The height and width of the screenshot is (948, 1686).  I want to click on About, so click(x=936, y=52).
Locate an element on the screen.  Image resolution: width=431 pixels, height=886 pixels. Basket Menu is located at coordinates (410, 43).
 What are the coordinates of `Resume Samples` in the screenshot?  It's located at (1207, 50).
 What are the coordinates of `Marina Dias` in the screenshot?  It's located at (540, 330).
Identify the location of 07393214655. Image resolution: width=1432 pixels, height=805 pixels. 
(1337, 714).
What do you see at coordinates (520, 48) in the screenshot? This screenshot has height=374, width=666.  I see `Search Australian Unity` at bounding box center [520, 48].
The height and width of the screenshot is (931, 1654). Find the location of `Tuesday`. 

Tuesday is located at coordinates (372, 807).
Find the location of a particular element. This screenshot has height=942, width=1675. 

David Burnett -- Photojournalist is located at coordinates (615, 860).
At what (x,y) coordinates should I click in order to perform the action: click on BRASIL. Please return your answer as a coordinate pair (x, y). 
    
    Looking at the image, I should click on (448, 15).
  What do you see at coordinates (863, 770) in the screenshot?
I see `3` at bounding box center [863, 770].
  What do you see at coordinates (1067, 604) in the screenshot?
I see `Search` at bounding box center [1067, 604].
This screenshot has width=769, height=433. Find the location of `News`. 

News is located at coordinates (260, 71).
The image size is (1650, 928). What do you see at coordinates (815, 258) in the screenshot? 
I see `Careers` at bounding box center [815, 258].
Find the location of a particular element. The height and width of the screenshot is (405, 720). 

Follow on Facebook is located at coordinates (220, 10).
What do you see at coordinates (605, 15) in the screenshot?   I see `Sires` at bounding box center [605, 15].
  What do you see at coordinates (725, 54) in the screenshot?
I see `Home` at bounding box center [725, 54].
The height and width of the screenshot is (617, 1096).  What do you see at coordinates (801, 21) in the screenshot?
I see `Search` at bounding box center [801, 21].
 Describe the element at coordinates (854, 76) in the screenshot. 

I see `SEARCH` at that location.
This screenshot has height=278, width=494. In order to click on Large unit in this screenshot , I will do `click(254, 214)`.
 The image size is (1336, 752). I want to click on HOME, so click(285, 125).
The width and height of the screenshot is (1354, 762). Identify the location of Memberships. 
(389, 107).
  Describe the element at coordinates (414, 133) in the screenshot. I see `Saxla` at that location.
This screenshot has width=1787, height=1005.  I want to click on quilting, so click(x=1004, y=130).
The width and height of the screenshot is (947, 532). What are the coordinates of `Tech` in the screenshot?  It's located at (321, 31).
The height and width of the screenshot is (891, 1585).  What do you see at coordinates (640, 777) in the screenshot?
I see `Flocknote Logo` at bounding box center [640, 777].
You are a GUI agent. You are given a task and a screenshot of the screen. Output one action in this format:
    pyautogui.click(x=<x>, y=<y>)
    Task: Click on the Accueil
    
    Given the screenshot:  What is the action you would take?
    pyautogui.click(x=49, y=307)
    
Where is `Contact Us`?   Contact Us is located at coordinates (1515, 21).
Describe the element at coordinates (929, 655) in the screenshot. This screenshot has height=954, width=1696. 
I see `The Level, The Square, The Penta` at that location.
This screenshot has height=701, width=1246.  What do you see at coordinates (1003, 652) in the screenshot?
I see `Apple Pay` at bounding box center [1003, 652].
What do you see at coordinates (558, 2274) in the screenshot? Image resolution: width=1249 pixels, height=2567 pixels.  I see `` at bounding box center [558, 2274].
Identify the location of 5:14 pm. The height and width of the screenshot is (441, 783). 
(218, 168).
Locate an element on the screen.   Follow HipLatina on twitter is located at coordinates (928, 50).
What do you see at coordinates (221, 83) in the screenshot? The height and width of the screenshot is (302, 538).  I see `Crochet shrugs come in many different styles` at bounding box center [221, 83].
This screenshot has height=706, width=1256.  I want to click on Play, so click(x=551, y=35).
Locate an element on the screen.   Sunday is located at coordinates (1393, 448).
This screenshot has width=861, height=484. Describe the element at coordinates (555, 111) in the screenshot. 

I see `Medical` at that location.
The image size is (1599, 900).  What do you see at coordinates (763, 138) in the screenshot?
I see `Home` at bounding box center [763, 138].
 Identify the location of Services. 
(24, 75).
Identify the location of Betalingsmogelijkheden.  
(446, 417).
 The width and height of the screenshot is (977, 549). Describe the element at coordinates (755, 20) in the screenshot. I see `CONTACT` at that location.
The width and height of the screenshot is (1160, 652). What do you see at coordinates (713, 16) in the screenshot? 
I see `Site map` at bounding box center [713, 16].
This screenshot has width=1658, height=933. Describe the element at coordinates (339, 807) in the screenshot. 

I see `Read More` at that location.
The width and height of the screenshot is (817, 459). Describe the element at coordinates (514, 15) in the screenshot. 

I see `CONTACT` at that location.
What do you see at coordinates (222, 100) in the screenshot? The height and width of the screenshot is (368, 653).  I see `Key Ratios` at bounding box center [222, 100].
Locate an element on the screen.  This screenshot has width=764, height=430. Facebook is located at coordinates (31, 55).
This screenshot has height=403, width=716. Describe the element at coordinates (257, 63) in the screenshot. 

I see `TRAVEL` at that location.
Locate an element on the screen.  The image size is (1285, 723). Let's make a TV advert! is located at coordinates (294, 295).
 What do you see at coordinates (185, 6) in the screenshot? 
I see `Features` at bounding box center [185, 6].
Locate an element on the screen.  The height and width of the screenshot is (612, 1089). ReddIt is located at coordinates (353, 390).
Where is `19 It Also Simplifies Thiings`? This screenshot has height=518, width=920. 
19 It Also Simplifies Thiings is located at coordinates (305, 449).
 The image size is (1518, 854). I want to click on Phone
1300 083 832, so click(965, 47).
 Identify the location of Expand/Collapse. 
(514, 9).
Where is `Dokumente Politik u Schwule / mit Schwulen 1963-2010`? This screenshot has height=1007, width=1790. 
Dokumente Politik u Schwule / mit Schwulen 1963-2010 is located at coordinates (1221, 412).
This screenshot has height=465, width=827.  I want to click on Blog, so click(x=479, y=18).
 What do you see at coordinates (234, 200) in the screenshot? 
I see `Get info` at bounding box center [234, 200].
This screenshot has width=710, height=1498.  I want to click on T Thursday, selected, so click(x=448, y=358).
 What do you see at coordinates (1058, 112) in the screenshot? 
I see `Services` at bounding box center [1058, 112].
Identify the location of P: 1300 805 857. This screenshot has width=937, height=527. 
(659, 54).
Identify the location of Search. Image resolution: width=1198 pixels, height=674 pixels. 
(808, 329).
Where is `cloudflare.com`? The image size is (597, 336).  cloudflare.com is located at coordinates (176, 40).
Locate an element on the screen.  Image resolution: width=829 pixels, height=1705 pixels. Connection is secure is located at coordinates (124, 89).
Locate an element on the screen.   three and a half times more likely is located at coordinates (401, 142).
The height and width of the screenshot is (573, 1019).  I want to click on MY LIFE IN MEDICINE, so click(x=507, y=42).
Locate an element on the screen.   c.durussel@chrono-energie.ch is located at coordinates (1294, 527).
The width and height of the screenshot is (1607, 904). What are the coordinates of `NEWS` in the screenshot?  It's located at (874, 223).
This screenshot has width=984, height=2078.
══════════
An exact copy of every entry is what's needed, so retype them all.

The height and width of the screenshot is (948, 1686).  I want to click on About, so click(x=936, y=52).
Locate an element on the screen.  Image resolution: width=431 pixels, height=886 pixels. Basket Menu is located at coordinates (410, 43).
 What are the coordinates of `Resume Samples` in the screenshot?  It's located at (1207, 50).
 What are the coordinates of `Marina Dias` in the screenshot?  It's located at (540, 330).
Identify the location of 07393214655. Image resolution: width=1432 pixels, height=805 pixels. 
(1337, 714).
What do you see at coordinates (520, 48) in the screenshot? This screenshot has height=374, width=666.  I see `Search Australian Unity` at bounding box center [520, 48].
The height and width of the screenshot is (931, 1654). Find the location of `Tuesday`. 

Tuesday is located at coordinates (372, 807).
Find the location of a particular element. This screenshot has height=942, width=1675. 

David Burnett -- Photojournalist is located at coordinates (615, 860).
At what (x,y) coordinates should I click in order to perform the action: click on BRASIL. Please return your answer as a coordinate pair (x, y). 
    
    Looking at the image, I should click on (448, 15).
  What do you see at coordinates (863, 770) in the screenshot?
I see `3` at bounding box center [863, 770].
  What do you see at coordinates (1067, 604) in the screenshot?
I see `Search` at bounding box center [1067, 604].
This screenshot has width=769, height=433. Find the location of `News`. 

News is located at coordinates (260, 71).
The image size is (1650, 928). What do you see at coordinates (815, 258) in the screenshot? 
I see `Careers` at bounding box center [815, 258].
Find the location of a particular element. The height and width of the screenshot is (405, 720). 

Follow on Facebook is located at coordinates (220, 10).
What do you see at coordinates (605, 15) in the screenshot?   I see `Sires` at bounding box center [605, 15].
  What do you see at coordinates (725, 54) in the screenshot?
I see `Home` at bounding box center [725, 54].
The height and width of the screenshot is (617, 1096).  What do you see at coordinates (801, 21) in the screenshot?
I see `Search` at bounding box center [801, 21].
 Describe the element at coordinates (854, 76) in the screenshot. 

I see `SEARCH` at that location.
This screenshot has height=278, width=494. In order to click on Large unit in this screenshot , I will do `click(254, 214)`.
 The image size is (1336, 752). I want to click on HOME, so click(285, 125).
The width and height of the screenshot is (1354, 762). Identify the location of Memberships. 
(389, 107).
  Describe the element at coordinates (414, 133) in the screenshot. I see `Saxla` at that location.
This screenshot has width=1787, height=1005.  I want to click on quilting, so click(x=1004, y=130).
The width and height of the screenshot is (947, 532). What are the coordinates of `Tech` in the screenshot?  It's located at (321, 31).
The height and width of the screenshot is (891, 1585).  What do you see at coordinates (640, 777) in the screenshot?
I see `Flocknote Logo` at bounding box center [640, 777].
You are a GUI agent. You are given a task and a screenshot of the screen. Output one action in this format:
    pyautogui.click(x=<x>, y=<y>)
    Task: Click on the Accueil
    
    Given the screenshot:  What is the action you would take?
    pyautogui.click(x=49, y=307)
    
Where is `Contact Us`?   Contact Us is located at coordinates (1515, 21).
Describe the element at coordinates (929, 655) in the screenshot. This screenshot has height=954, width=1696. 
I see `The Level, The Square, The Penta` at that location.
This screenshot has height=701, width=1246.  What do you see at coordinates (1003, 652) in the screenshot?
I see `Apple Pay` at bounding box center [1003, 652].
What do you see at coordinates (558, 2274) in the screenshot? Image resolution: width=1249 pixels, height=2567 pixels.  I see `` at bounding box center [558, 2274].
Identify the location of 5:14 pm. The height and width of the screenshot is (441, 783). 
(218, 168).
Locate an element on the screen.   Follow HipLatina on twitter is located at coordinates (928, 50).
What do you see at coordinates (221, 83) in the screenshot? The height and width of the screenshot is (302, 538).  I see `Crochet shrugs come in many different styles` at bounding box center [221, 83].
This screenshot has height=706, width=1256.  I want to click on Play, so click(x=551, y=35).
Locate an element on the screen.   Sunday is located at coordinates (1393, 448).
This screenshot has width=861, height=484. Describe the element at coordinates (555, 111) in the screenshot. 

I see `Medical` at that location.
The image size is (1599, 900).  What do you see at coordinates (763, 138) in the screenshot?
I see `Home` at bounding box center [763, 138].
 Identify the location of Services. 
(24, 75).
Identify the location of Betalingsmogelijkheden.  
(446, 417).
 The width and height of the screenshot is (977, 549). Describe the element at coordinates (755, 20) in the screenshot. I see `CONTACT` at that location.
The width and height of the screenshot is (1160, 652). What do you see at coordinates (713, 16) in the screenshot? 
I see `Site map` at bounding box center [713, 16].
This screenshot has width=1658, height=933. Describe the element at coordinates (339, 807) in the screenshot. 

I see `Read More` at that location.
The width and height of the screenshot is (817, 459). Describe the element at coordinates (514, 15) in the screenshot. 

I see `CONTACT` at that location.
What do you see at coordinates (222, 100) in the screenshot? The height and width of the screenshot is (368, 653).  I see `Key Ratios` at bounding box center [222, 100].
Locate an element on the screen.  This screenshot has width=764, height=430. Facebook is located at coordinates (31, 55).
This screenshot has height=403, width=716. Describe the element at coordinates (257, 63) in the screenshot. 

I see `TRAVEL` at that location.
Locate an element on the screen.  The image size is (1285, 723). Let's make a TV advert! is located at coordinates (294, 295).
 What do you see at coordinates (185, 6) in the screenshot? 
I see `Features` at bounding box center [185, 6].
Locate an element on the screen.  The height and width of the screenshot is (612, 1089). ReddIt is located at coordinates (353, 390).
Where is `19 It Also Simplifies Thiings`? This screenshot has height=518, width=920. 
19 It Also Simplifies Thiings is located at coordinates (305, 449).
 The image size is (1518, 854). I want to click on Phone
1300 083 832, so click(965, 47).
 Identify the location of Expand/Collapse. 
(514, 9).
Where is `Dokumente Politik u Schwule / mit Schwulen 1963-2010`? This screenshot has height=1007, width=1790. 
Dokumente Politik u Schwule / mit Schwulen 1963-2010 is located at coordinates (1221, 412).
This screenshot has height=465, width=827.  I want to click on Blog, so click(x=479, y=18).
 What do you see at coordinates (234, 200) in the screenshot? 
I see `Get info` at bounding box center [234, 200].
This screenshot has width=710, height=1498.  I want to click on T Thursday, selected, so click(x=448, y=358).
 What do you see at coordinates (1058, 112) in the screenshot? 
I see `Services` at bounding box center [1058, 112].
Identify the location of P: 1300 805 857. This screenshot has width=937, height=527. 
(659, 54).
Identify the location of Search. Image resolution: width=1198 pixels, height=674 pixels. 
(808, 329).
Where is `cloudflare.com`? The image size is (597, 336).  cloudflare.com is located at coordinates (176, 40).
Locate an element on the screen.  Image resolution: width=829 pixels, height=1705 pixels. Connection is secure is located at coordinates (124, 89).
Locate an element on the screen.   three and a half times more likely is located at coordinates (401, 142).
The height and width of the screenshot is (573, 1019).  I want to click on MY LIFE IN MEDICINE, so click(x=507, y=42).
Locate an element on the screen.   c.durussel@chrono-energie.ch is located at coordinates (1294, 527).
The width and height of the screenshot is (1607, 904). What are the coordinates of `NEWS` in the screenshot?  It's located at (874, 223).
This screenshot has width=984, height=2078.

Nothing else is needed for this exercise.